In time for the one-year anniversary of the passing of
James Doohan,
Space Services Inc. (SSI) has announced that a memorial spaceflight carrying a portion of his cremated remains will be launched October 21 from a New Mexico spaceport, with a public service held the day before.
SSI, operating under the name Celestis Inc., has arranged to attach modules containing the ashes of the beloved Star Trek actor to a SpaceLoft XL rocket scheduled to lift off from Spaceport America, a new launching facility near Las Cruces, N.M., on that October date.
Dubbed "The Legacy Flight," this journey will also include memorializations of American astronaut L. Gordon Cooper, and Original Series writer/director/producer John Meredyth Lucas.
The Legacy Flight does not replace the Explorers Flight, which has been delayed since late last year. Rather, Legacy is being launched as an additional memorial spaceflight, as a courtesy by Celestis to the families of the deceased whose plans have been on hold. The Explorers Flight has been and still is set to take place aboard a Falcon 1 rocket, but that vehicle has yet to achieve a successful test launch. Currently the Explorers Flight is projected to take place in the first three months of 2007, either from Vandenberg Air Force Base in California or from the Marshall Islands.
While the Explorers Flight will lift participants' remains into orbit for an indeterminate number of years — after which they will burn up in the atmosphere — the New Mexico launch is "Earth-Return," designed to take the capsules into zero-gravity space briefly and return them safely to Earth, thus symbolically attaining astronaut status for the participants. The capsules will be returned to the families as a keepsake, mounted on a plaque commemorating the voyage.
The Legacy Flight will coincide with the second annual X Prize Cup, an international festival of spaceflight presented by the X Prize Foundation, headed by space entrepreneur Peter Diamandis.
A public memorial service honoring Doohan, Lucas, Cooper and all of the Legacy participants will be held the day before, October 20, at a location near the launch site. The public is invited, and Doohan's widow, Wende, will be present. Details are forthcoming and will be posted on the new Legacy Flight update page.
Such a memorial spaceflight was held by SSI for the late Gene Roddenberry in 1997, six years after he died.
Fans can post tribute messages for Doohan at this link. These messages will be put on disc and included with the payload on the Explorers Flight rather than the Legacy Flight, so that they can accompany the ashes in orbit for an extended period of time.
Doohan died July 20, 2005, at age 85 from pneumonia complicated by Alzheimer's disease.
The Canadian-born actor portrayed "Montgomery Scott," the Aberdeen-accented engineer of the Starship Enterprise who always kept his precious warp engines purring through every interstellar crisis.
Doohan's date of birth and date of death, taken together, seem poetic. His birthday, March 3, coincides with that of inventor Alexander Graham Bell. July 20 is the anniversary of mankind's first steps on another world, as Neil Armstrong achieved that "giant leap" on the Moon in 1969.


▶ **EXERCISE DETAILS**
An exact copy of every entry is required, without the pictures.

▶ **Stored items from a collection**
Segment Open
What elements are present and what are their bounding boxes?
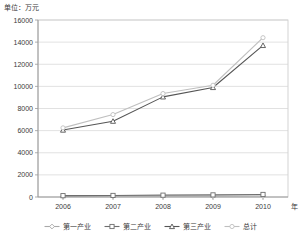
legend-item-3[interactable]: 第三产业 — [164, 222, 211, 231]
data-point-marker-square — [61, 194, 65, 198]
legend-label: 第三产业 — [183, 223, 211, 231]
legend-marker-circle-icon — [224, 222, 240, 231]
y-axis-tick-label: 2000 — [17, 171, 33, 178]
data-point-marker-circle — [61, 126, 65, 130]
data-point-marker-diamond — [49, 224, 54, 229]
legend-marker-square-icon — [104, 222, 120, 231]
x-axis-tick-label: 2009 — [205, 203, 221, 210]
legend-label: 第一产业 — [63, 223, 91, 231]
x-axis-tick-label: 2006 — [55, 203, 71, 210]
y-axis-tick-label: 8000 — [17, 105, 33, 112]
legend-label: 总计 — [243, 223, 257, 231]
legend-item-1[interactable]: 第一产业 — [44, 222, 91, 231]
data-point-marker-circle — [211, 83, 215, 87]
chart-container: 单位：万元 0200040006000800010000120001400016… — [0, 0, 300, 240]
y-axis-tick-label: 0 — [29, 194, 33, 201]
y-axis-tick-label: 14000 — [14, 39, 34, 46]
chart-legend: 第一产业第二产业第三产业总计 — [0, 222, 300, 231]
data-point-marker-square — [109, 224, 113, 228]
data-point-marker-circle — [229, 224, 233, 228]
x-axis-tick-label: 2008 — [155, 203, 171, 210]
y-axis-tick-label: 16000 — [14, 17, 34, 24]
data-point-marker-circle — [261, 36, 265, 40]
data-point-marker-triangle — [169, 224, 174, 229]
legend-marker-diamond-icon — [44, 222, 60, 231]
legend-label: 第二产业 — [123, 223, 151, 231]
y-axis-tick-label: 4000 — [17, 149, 33, 156]
y-axis-tick-label: 12000 — [14, 61, 34, 68]
data-point-marker-circle — [111, 112, 115, 116]
data-point-marker-circle — [161, 91, 165, 95]
data-point-marker-square — [111, 193, 115, 197]
x-axis-tick-label: 2007 — [105, 203, 121, 210]
legend-item-4[interactable]: 总计 — [224, 222, 257, 231]
legend-item-2[interactable]: 第二产业 — [104, 222, 151, 231]
x-axis-title: 年 — [291, 202, 298, 211]
data-point-marker-square — [261, 192, 265, 196]
data-point-marker-square — [161, 193, 165, 197]
chart-plot-area: 0200040006000800010000120001400016000200… — [0, 0, 300, 240]
y-axis-tick-label: 10000 — [14, 83, 34, 90]
y-axis-tick-label: 6000 — [17, 127, 33, 134]
x-axis-tick-label: 2010 — [255, 203, 271, 210]
legend-marker-triangle-icon — [164, 222, 180, 231]
data-point-marker-square — [211, 193, 215, 197]
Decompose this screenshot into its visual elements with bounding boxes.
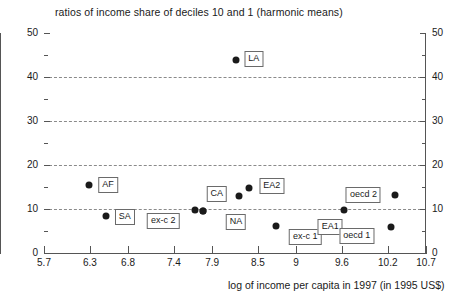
x-axis-label-8.5: 8.5 xyxy=(251,257,265,268)
x-axis-label-6.8: 6.8 xyxy=(121,257,135,268)
y-tick-right-45 xyxy=(422,55,426,56)
y-tick-right-35 xyxy=(422,99,426,100)
x-axis-line xyxy=(44,253,427,254)
y-tick-right-40 xyxy=(420,77,426,78)
y-axis-label-right-30: 30 xyxy=(432,115,458,126)
y-tick-left-20 xyxy=(44,165,50,166)
data-point-LA xyxy=(232,56,239,63)
x-axis-label-9: 9 xyxy=(293,257,299,268)
y-axis-label-left-10: 10 xyxy=(12,203,38,214)
data-point-AF xyxy=(86,181,93,188)
gridline-y-30 xyxy=(44,121,426,122)
point-label-oecd-2: oecd 2 xyxy=(346,187,381,203)
y-tick-right-25 xyxy=(422,143,426,144)
y-tick-right-10 xyxy=(420,209,426,210)
x-axis-label-9.6: 9.6 xyxy=(335,257,349,268)
y-axis-label-left-20: 20 xyxy=(12,159,38,170)
x-axis-label-10.7: 10.7 xyxy=(416,257,435,268)
y-tick-left-5 xyxy=(44,231,48,232)
y-tick-left-50 xyxy=(44,33,50,34)
y-axis-label-left-0: 0 xyxy=(12,247,38,258)
y-axis-label-left-50: 50 xyxy=(12,27,38,38)
y-tick-left-0 xyxy=(44,253,50,254)
data-point-EA2 xyxy=(245,184,252,191)
point-label-SA: SA xyxy=(115,209,135,225)
gridline-y-40 xyxy=(44,77,426,78)
x-axis-label-10.2: 10.2 xyxy=(378,257,397,268)
data-point-SA xyxy=(102,213,109,220)
x-tick-5.7 xyxy=(44,246,45,253)
y-axis-left-line xyxy=(0,33,1,254)
x-tick-6.3 xyxy=(90,246,91,253)
point-label-NA: NA xyxy=(226,214,247,230)
point-label-EA2: EA2 xyxy=(259,178,284,194)
gridline-y-20 xyxy=(44,165,426,166)
y-axis-label-right-0: 0 xyxy=(432,247,458,258)
y-tick-right-30 xyxy=(420,121,426,122)
x-tick-7.4 xyxy=(174,246,175,253)
point-label-ex-c-2: ex-c 2 xyxy=(147,213,180,229)
y-tick-left-35 xyxy=(44,99,48,100)
x-axis-label-6.3: 6.3 xyxy=(83,257,97,268)
y-axis-label-right-20: 20 xyxy=(432,159,458,170)
y-tick-left-15 xyxy=(44,187,48,188)
chart-title: ratios of income share of deciles 10 and… xyxy=(55,6,343,18)
data-point-ex-c-1 xyxy=(273,223,280,230)
data-point-oecd-1 xyxy=(387,224,394,231)
data-point-ex-c-2 xyxy=(192,206,199,213)
y-tick-right-50 xyxy=(420,33,426,34)
x-tick-10.2 xyxy=(388,246,389,253)
y-tick-right-5 xyxy=(422,231,426,232)
x-tick-10.7 xyxy=(426,246,427,253)
data-point-oecd-2 xyxy=(392,191,399,198)
chart-root: ratios of income share of deciles 10 and… xyxy=(0,0,470,306)
y-axis-label-left-30: 30 xyxy=(12,115,38,126)
y-tick-right-0 xyxy=(420,253,426,254)
y-axis-label-right-40: 40 xyxy=(432,71,458,82)
x-tick-9.6 xyxy=(342,246,343,253)
y-tick-left-10 xyxy=(44,209,50,210)
x-tick-9 xyxy=(296,246,297,253)
x-tick-6.8 xyxy=(128,246,129,253)
x-axis-label-7.4: 7.4 xyxy=(167,257,181,268)
y-tick-left-40 xyxy=(44,77,50,78)
x-axis-label-7.9: 7.9 xyxy=(205,257,219,268)
x-tick-8.5 xyxy=(258,246,259,253)
y-tick-left-45 xyxy=(44,55,48,56)
x-axis-label-5.7: 5.7 xyxy=(37,257,51,268)
point-label-AF: AF xyxy=(98,177,118,193)
x-axis-caption: log of income per capita in 1997 (in 199… xyxy=(228,279,445,291)
point-label-CA: CA xyxy=(207,186,228,202)
y-axis-label-right-10: 10 xyxy=(432,203,458,214)
point-label-ex-c-1: ex-c 1 xyxy=(289,229,322,245)
point-label-LA: LA xyxy=(244,51,263,67)
data-point-EA1 xyxy=(341,206,348,213)
data-point-CA xyxy=(235,192,242,199)
x-tick-7.9 xyxy=(212,246,213,253)
point-label-oecd-1: oecd 1 xyxy=(339,228,374,244)
y-axis-label-right-50: 50 xyxy=(432,27,458,38)
y-axis-label-left-40: 40 xyxy=(12,71,38,82)
gridline-y-10 xyxy=(44,209,426,210)
y-tick-right-15 xyxy=(422,187,426,188)
y-tick-left-30 xyxy=(44,121,50,122)
y-tick-right-20 xyxy=(420,165,426,166)
y-tick-left-25 xyxy=(44,143,48,144)
data-point-NA xyxy=(199,208,206,215)
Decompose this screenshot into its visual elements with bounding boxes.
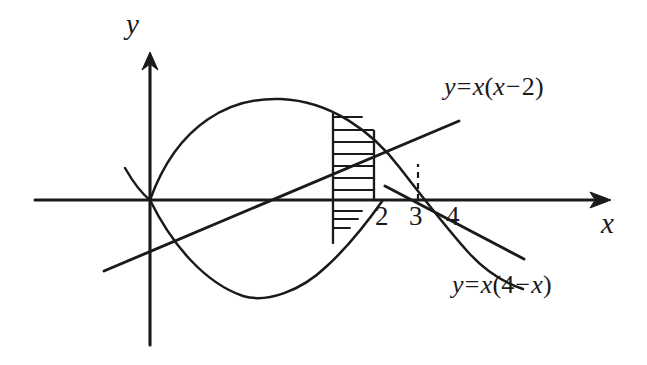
Segment Closed
▶ **EXERCISE OUTPUT**
What elements are present and what are their bounding boxes?
legend-item-3[interactable]: 第三产业 — [164, 222, 211, 231]
data-point-marker-square — [61, 194, 65, 198]
legend-label: 第三产业 — [183, 223, 211, 231]
legend-marker-circle-icon — [224, 222, 240, 231]
y-axis-tick-label: 2000 — [17, 171, 33, 178]
data-point-marker-circle — [61, 126, 65, 130]
data-point-marker-diamond — [49, 224, 54, 229]
legend-marker-square-icon — [104, 222, 120, 231]
x-axis-tick-label: 2009 — [205, 203, 221, 210]
legend-label: 第一产业 — [63, 223, 91, 231]
x-axis-tick-label: 2006 — [55, 203, 71, 210]
y-axis-tick-label: 8000 — [17, 105, 33, 112]
legend-label: 总计 — [243, 223, 257, 231]
legend-item-1[interactable]: 第一产业 — [44, 222, 91, 231]
data-point-marker-circle — [211, 83, 215, 87]
chart-container: 单位：万元 0200040006000800010000120001400016… — [0, 0, 300, 240]
y-axis-tick-label: 0 — [29, 194, 33, 201]
y-axis-tick-label: 14000 — [14, 39, 34, 46]
chart-legend: 第一产业第二产业第三产业总计 — [0, 222, 300, 231]
data-point-marker-square — [109, 224, 113, 228]
data-point-marker-circle — [229, 224, 233, 228]
x-axis-tick-label: 2008 — [155, 203, 171, 210]
y-axis-tick-label: 16000 — [14, 17, 34, 24]
data-point-marker-circle — [261, 36, 265, 40]
data-point-marker-triangle — [169, 224, 174, 229]
legend-marker-diamond-icon — [44, 222, 60, 231]
legend-label: 第二产业 — [123, 223, 151, 231]
y-axis-tick-label: 4000 — [17, 149, 33, 156]
y-axis-tick-label: 12000 — [14, 61, 34, 68]
data-point-marker-circle — [111, 112, 115, 116]
data-point-marker-circle — [161, 91, 165, 95]
data-point-marker-square — [111, 193, 115, 197]
x-axis-tick-label: 2007 — [105, 203, 121, 210]
legend-item-4[interactable]: 总计 — [224, 222, 257, 231]
legend-item-2[interactable]: 第二产业 — [104, 222, 151, 231]
x-axis-title: 年 — [291, 202, 298, 211]
data-point-marker-square — [261, 192, 265, 196]
data-point-marker-square — [161, 193, 165, 197]
chart-plot-area: 0200040006000800010000120001400016000200… — [0, 0, 300, 240]
y-axis-tick-label: 10000 — [14, 83, 34, 90]
y-axis-tick-label: 6000 — [17, 127, 33, 134]
x-axis-tick-label: 2010 — [255, 203, 271, 210]
legend-marker-triangle-icon — [164, 222, 180, 231]
data-point-marker-square — [211, 193, 215, 197]
Decompose this screenshot into its visual elements with bounding boxes.
x-axis-label-8.5: 8.5 xyxy=(251,257,265,268)
x-axis-label-6.8: 6.8 xyxy=(121,257,135,268)
y-tick-right-45 xyxy=(422,55,426,56)
y-tick-right-35 xyxy=(422,99,426,100)
x-axis-line xyxy=(44,253,427,254)
y-tick-right-40 xyxy=(420,77,426,78)
y-axis-label-right-30: 30 xyxy=(432,115,458,126)
y-tick-left-20 xyxy=(44,165,50,166)
data-point-LA xyxy=(232,56,239,63)
x-axis-label-9: 9 xyxy=(293,257,299,268)
y-axis-label-left-10: 10 xyxy=(12,203,38,214)
data-point-AF xyxy=(86,181,93,188)
gridline-y-30 xyxy=(44,121,426,122)
point-label-oecd-2: oecd 2 xyxy=(346,187,381,203)
y-tick-right-25 xyxy=(422,143,426,144)
y-tick-right-10 xyxy=(420,209,426,210)
x-axis-label-9.6: 9.6 xyxy=(335,257,349,268)
y-axis-label-left-20: 20 xyxy=(12,159,38,170)
x-axis-label-10.7: 10.7 xyxy=(416,257,435,268)
y-tick-left-5 xyxy=(44,231,48,232)
y-tick-left-50 xyxy=(44,33,50,34)
y-axis-label-left-0: 0 xyxy=(12,247,38,258)
y-axis-label-left-50: 50 xyxy=(12,27,38,38)
y-tick-left-0 xyxy=(44,253,50,254)
data-point-EA2 xyxy=(245,184,252,191)
point-label-SA: SA xyxy=(115,209,135,225)
gridline-y-40 xyxy=(44,77,426,78)
x-axis-label-10.2: 10.2 xyxy=(378,257,397,268)
data-point-SA xyxy=(102,213,109,220)
x-tick-5.7 xyxy=(44,246,45,253)
y-axis-left-line xyxy=(0,33,1,254)
x-tick-6.3 xyxy=(90,246,91,253)
point-label-NA: NA xyxy=(226,214,247,230)
point-label-EA2: EA2 xyxy=(259,178,284,194)
gridline-y-20 xyxy=(44,165,426,166)
y-axis-label-right-0: 0 xyxy=(432,247,458,258)
y-tick-right-30 xyxy=(420,121,426,122)
x-tick-7.4 xyxy=(174,246,175,253)
point-label-ex-c-2: ex-c 2 xyxy=(147,213,180,229)
y-tick-left-35 xyxy=(44,99,48,100)
x-axis-label-6.3: 6.3 xyxy=(83,257,97,268)
y-axis-label-right-20: 20 xyxy=(432,159,458,170)
y-tick-left-15 xyxy=(44,187,48,188)
chart-title: ratios of income share of deciles 10 and… xyxy=(55,6,343,18)
data-point-ex-c-1 xyxy=(273,223,280,230)
data-point-oecd-1 xyxy=(387,224,394,231)
data-point-ex-c-2 xyxy=(192,206,199,213)
y-tick-right-50 xyxy=(420,33,426,34)
x-tick-10.2 xyxy=(388,246,389,253)
y-tick-right-5 xyxy=(422,231,426,232)
x-tick-10.7 xyxy=(426,246,427,253)
data-point-oecd-2 xyxy=(392,191,399,198)
chart-root: ratios of income share of deciles 10 and… xyxy=(0,0,470,306)
y-axis-label-left-30: 30 xyxy=(12,115,38,126)
y-tick-right-0 xyxy=(420,253,426,254)
y-axis-label-right-40: 40 xyxy=(432,71,458,82)
x-tick-9.6 xyxy=(342,246,343,253)
y-tick-left-10 xyxy=(44,209,50,210)
x-tick-9 xyxy=(296,246,297,253)
x-tick-6.8 xyxy=(128,246,129,253)
x-axis-label-7.4: 7.4 xyxy=(167,257,181,268)
y-tick-left-40 xyxy=(44,77,50,78)
x-axis-label-7.9: 7.9 xyxy=(205,257,219,268)
x-tick-8.5 xyxy=(258,246,259,253)
y-tick-left-45 xyxy=(44,55,48,56)
x-axis-label-5.7: 5.7 xyxy=(37,257,51,268)
point-label-AF: AF xyxy=(98,177,118,193)
x-axis-caption: log of income per capita in 1997 (in 199… xyxy=(228,279,445,291)
point-label-CA: CA xyxy=(207,186,228,202)
y-axis-label-right-10: 10 xyxy=(432,203,458,214)
point-label-ex-c-1: ex-c 1 xyxy=(289,229,322,245)
point-label-LA: LA xyxy=(244,51,263,67)
data-point-EA1 xyxy=(341,206,348,213)
data-point-CA xyxy=(235,192,242,199)
x-tick-7.9 xyxy=(212,246,213,253)
point-label-oecd-1: oecd 1 xyxy=(339,228,374,244)
y-axis-label-right-50: 50 xyxy=(432,27,458,38)
y-axis-label-left-40: 40 xyxy=(12,71,38,82)
gridline-y-10 xyxy=(44,209,426,210)
y-tick-right-15 xyxy=(422,187,426,188)
y-tick-left-30 xyxy=(44,121,50,122)
y-tick-right-20 xyxy=(420,165,426,166)
y-tick-left-25 xyxy=(44,143,48,144)
data-point-NA xyxy=(199,208,206,215)
Decompose this screenshot into its visual elements with bounding boxes.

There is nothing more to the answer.